Once again, it is not limited to certain websites (that was the point of the post that you are replying to). Consider Anita Sarkeesian, the person who created a Kickstarter for a video series called “Tropes vs. Women in Video Games”. She was harassed on YouTube and on Wikipedia. Someone even created a game where each click on a picture of Sarkeesian’s face was a “punch” that resulted in her face getting bloody and bruised. When another woman tweeted against the game and its creator, she also received rape and death threats. These women were not on “kotaku or wherever”. So please stop suggesting that a female game reviewer will not be harassed if she just finds the right website.
Do you actually have any evidence that this is limited to teenage boys? Other people seem to think differently:
Like Ms. Sarkeesian, many women gamers are documenting their experiences on blogs like “Fat, Ugly or Slutty” (whose name comes from the typical insults women receive while playing against others online). It cheekily catalogs the slurs, threats and come-ons women receive while playing games like Resident Evil or Gears of War 3.
The blog publishes screenshots and voice recordings that serve as a kind of universal citation in each new controversy, called upon to settle debates or explode myths. For instance, many of the site’s recordings feature deep voices captured from the chat features of online games, debunking the widely held belief that bad behavior begins and ends with 13-year-old boys.
Another example:
In fall 2011, I had the honor of being in the Xbox Gamer Spotlight, a weekly feature where a different gamer’s profile is put up for view in the Xbox Live dashboard or on the Xbox Live website. My profile and avatar (which I fashioned to resemble me as closely as possible) was on display for anyone and everyone with an Xbox Live account to see—and that’s a lot of people (more than 12 million Gold subscribers as of last fall). In the resulting week, I received over 1,000 messages in my inbox. Because I am getting my Ph.D. in sociology, I like to record everything for study, so I decided to catalog the messages. The majority were congratulatory. The next most frequent type of message I eventually categorized as “Come-Ons or Denigration,” including slurs, rape fantasies, and two pictures of male genitalia. Adult male genitalia, for anyone who might be tempted to dismiss such harassment as the work of a group of immature 12-year-old boys.
This is something I’ve heard plenty: Oh, these are just misguided kids. But according to the Entertainment Software Association, the average gamer is more than 30 years old, and 68 percent of gamers are over the age of 18. So to chalk all of this ugliness up to immature boys who just need to “grow up” does nothing but turn a blind eye to the very real problem—a problem that leads some young women to avoid voice communications, hide their gender in their profiles, or give up on online gaming altogether.
Acting like this is limited to teenagers seems like a poor attempt to downplay the seriousness of the harassment that these women receive. I also disagree that this sort of behavior is merely “driving trollies” that women should just expect and accept:
When Miranda Pakozdi entered the Cross Assault video game tournament this year, she knew she had a slim chance of winning the $25,000 prize. But she was ready to compete, and promised fans watching online that she would train just as hard as, if not harder than, anyone else.
Over six days of competition, though, her team’s coach, Aris Bakhtanians, interrogated her on camera about her bra size, said “take off your shirt” and focused the team’s webcam on her chest, feet and legs. He leaned in over her shoulder and smelled her.
Ms. Pakozdi, 25, an experienced gamer, has said she always expects a certain amount of trash talk. But as the only woman on the team, this was too much, especially from her coach, she said. It was after she overheard Mr. Bakhtanians defending sexual harassment as part of “the fighting game community” that she forfeited the game.
The guy also defended the use of the word “rape” and phrases like “rape that bitch”.
At some point, it may get better for female gamers. I, however, accept the fact that many women do not want to be “trolled”. They do not want to receive rape and death threats. They do not want to have their websites and email accounts hacked. They do not want their home addresses posted online. So I am not going to tell another woman that she should put herself in such a position. I am not going to pretend that there is some way to magically prevent a woman from being harassed.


**TASK TO COMPLETE**
All the entries that follow must be written out again exactly.

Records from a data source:
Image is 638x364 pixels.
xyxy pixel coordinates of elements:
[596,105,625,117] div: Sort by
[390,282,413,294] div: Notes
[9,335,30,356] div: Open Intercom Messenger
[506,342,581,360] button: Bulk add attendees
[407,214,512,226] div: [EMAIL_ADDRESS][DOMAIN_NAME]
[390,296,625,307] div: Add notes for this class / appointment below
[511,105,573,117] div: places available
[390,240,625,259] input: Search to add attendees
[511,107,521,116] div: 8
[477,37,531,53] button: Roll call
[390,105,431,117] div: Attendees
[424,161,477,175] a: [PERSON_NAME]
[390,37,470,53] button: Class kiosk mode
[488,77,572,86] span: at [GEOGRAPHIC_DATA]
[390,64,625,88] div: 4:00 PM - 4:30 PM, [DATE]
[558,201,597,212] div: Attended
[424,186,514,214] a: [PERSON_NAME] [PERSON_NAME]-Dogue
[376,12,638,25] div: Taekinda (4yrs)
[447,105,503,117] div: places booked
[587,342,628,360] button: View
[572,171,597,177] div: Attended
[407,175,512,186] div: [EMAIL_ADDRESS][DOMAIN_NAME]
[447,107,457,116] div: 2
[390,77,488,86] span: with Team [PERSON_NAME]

**EXPECTED OUTPUT**
Image is 638x364 pixels.
xyxy pixel coordinates of elements:
[596,105,625,117] div: Sort by
[390,282,413,294] div: Notes
[9,335,30,356] div: Open Intercom Messenger
[506,342,581,360] button: Bulk add attendees
[407,214,512,226] div: [EMAIL_ADDRESS][DOMAIN_NAME]
[390,296,625,307] div: Add notes for this class / appointment below
[511,105,573,117] div: places available
[390,240,625,259] input: Search to add attendees
[511,107,521,116] div: 8
[477,37,531,53] button: Roll call
[390,105,431,117] div: Attendees
[424,161,477,175] a: [PERSON_NAME]
[390,37,470,53] button: Class kiosk mode
[488,77,572,86] span: at [GEOGRAPHIC_DATA]
[390,64,625,88] div: 4:00 PM - 4:30 PM, [DATE]
[558,201,597,212] div: Attended
[424,186,514,214] a: [PERSON_NAME] [PERSON_NAME]-Dogue
[376,12,638,25] div: Taekinda (4yrs)
[447,105,503,117] div: places booked
[587,342,628,360] button: View
[572,171,597,177] div: Attended
[407,175,512,186] div: [EMAIL_ADDRESS][DOMAIN_NAME]
[447,107,457,116] div: 2
[390,77,488,86] span: with Team [PERSON_NAME]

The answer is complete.